Seamus Heaney on Beowulf: Old English and Slipping in His Ulster Words

In the introduction to Seamus Heaney's translation of Beowulf, he talks about his choice of modern words as a matter of creating the tone he desired.

"I came to the task of translating Beowulf with a prejudice in favour of forthright delivery. I remembered the voice of the poem as being attractively direct, even though the diction was ornate and the narrative method at times oblique."

Later he says, "There was one area, however, where a certain strangeness in diction came naturally. In those instances where a local Ulster word seemed either poetically or historically right I felt free to use it." One example is using the word "hoked" for "rooted about" as here:

Forðon sceall gar wesan
monig, morgenceald, mundum bewunden,
hæfen on handa, nalles hearpan sweg
wigend weccean, ac se wonna hrefn
fus ofer fægum fela reordian,
earne secgan hu him æt æte speow,
þenden he wið wulf wæl reafode.

Many a spear
Drawn-cold to the touch will be taken down
And waved on high; the swept harp
Won’t waken warriors, but the raven winging
Darkly over the doomed will have news,
Tidings for the eagle of how he hoked and ate,
How the wolf and he made short work of the dead.

Emory University in Atlanta has the Seamus Heaney Papers and last year presented an exhibition dedicated to his life and work. See the video below for a summary of the show.

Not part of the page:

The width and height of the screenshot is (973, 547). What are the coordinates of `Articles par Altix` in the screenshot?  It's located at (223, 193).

John Donne - On Arithmetique, Rhetorique, Poetry et in Aeternum

On Easter Sunday March 27, 1622, John Donne - as Dean of St. Paul's Cathedral - offered this in his sermon:

How barren a thing is Arithmetique! (and yet Arithmetique will tell you how many grains of sand will fill this hollow Vault to the Firmament) How empty a thing is Rhetorique! (and yet Rhetorique will make absent and remote things present to your understanding) How weak a thing is poetry! (and yet Poetry is a counterfait Creation, and makes things that are not, as though they were) How infirme, how impotent are all assistances, if they be put to express this Eternity!

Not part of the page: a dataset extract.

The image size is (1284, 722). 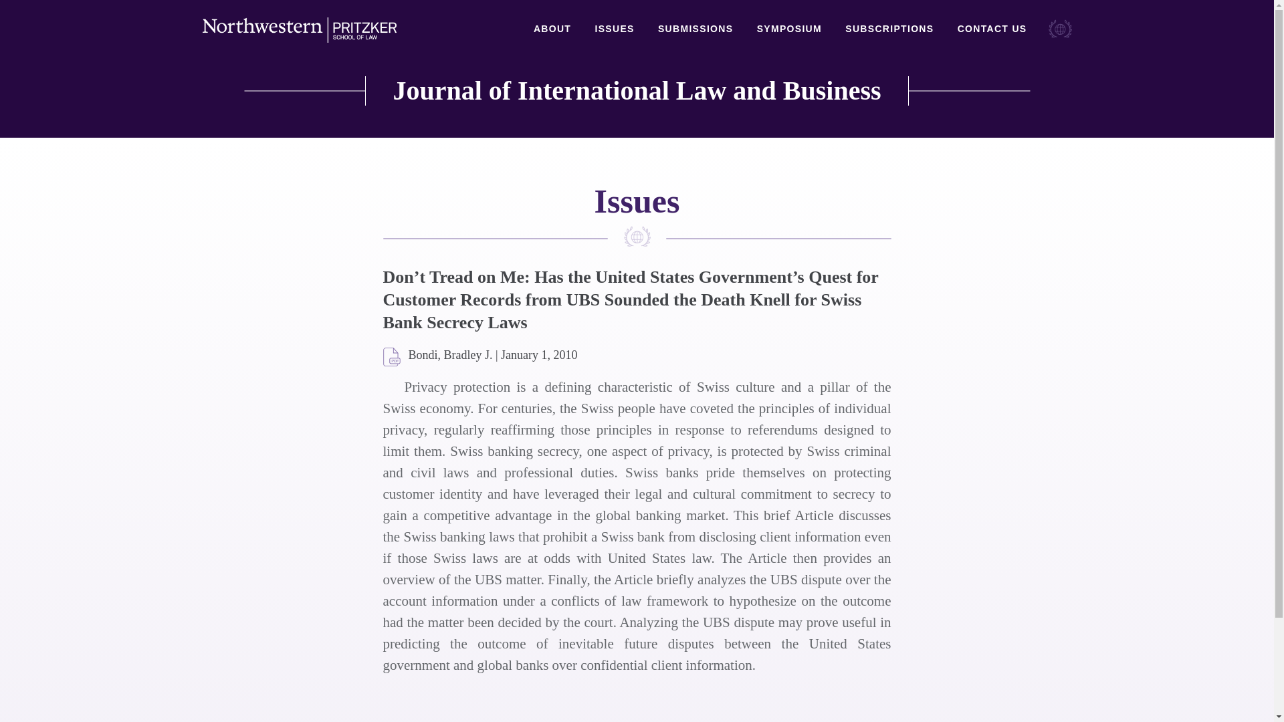 What do you see at coordinates (992, 29) in the screenshot?
I see `CONTACT US` at bounding box center [992, 29].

The best help I can assigne you, is, to use well Aeternum vestrum, your owne Eternity; as S. Gregroy calls our whole course of this life, Aeternum nostrum, our Eternity; Aequum est, ut qui in aeterno suo peccaverit, in aeterno Dei puniatur, sayes he; It is but justice that he hath sinned out his owne Eternity, should suffer out Gods Eternity. So, if you suffer out your owne Eternity, in submitting your selves to God, in the whole course of your life, in surrendring your will intirely to his, and gloryfying of him in a constant patience, under all your tribulations, It is a righteous thing with God, (sayes our Apostle, in his other Epistle to these Thessalonians) To recompence tribulation to them that trouble you, and to you that are troubled, rest with us, sayes yee there; with us, who shall be caught up in the Clouds, to meete the Lord in the Ayre, and so shall be with the Lord for ever. Amen.

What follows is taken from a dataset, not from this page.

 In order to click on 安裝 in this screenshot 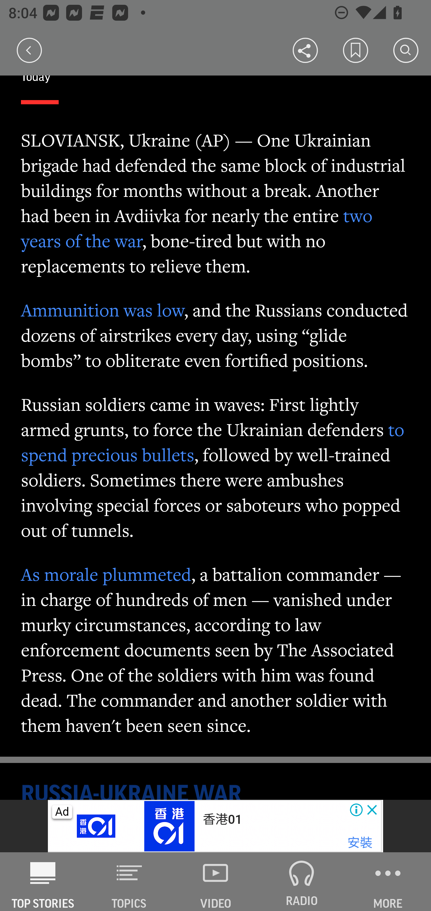, I will do `click(360, 843)`.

Should the Publishing Industry Panic? According to Encyclopedia Britannica, Maybe if it’s 1911

We seem to think the current machinations of the publishing industry are new. But check out the Entry for Publishing in the 1911 edition of the Encyclopedia Britannica.   It’s all there:

  • The toil of the educated literary assistant (reader) to the big bad publisher and his internal struggle to recommend good books against what will sell
  • A market flooded with bad books like "crackers at Christmas"
  • The position of authors to sign contracts with less than favorable terms and the representation of an author's guild (Society of Authors)
  • The representation by the literary agent for the poor author who knows nothing about business
  • The introduction of cheap editions (ebooks, anyone?) that undercut the price, profit and royalty of better quality ones
  • The price fixing, net pricing, discount wars and remainders
  • The concern that reading will be supplanted by other pastimes
  • The Book Club Effect and more

If it’s all too much to bear, head over to the Public House (entry to the left).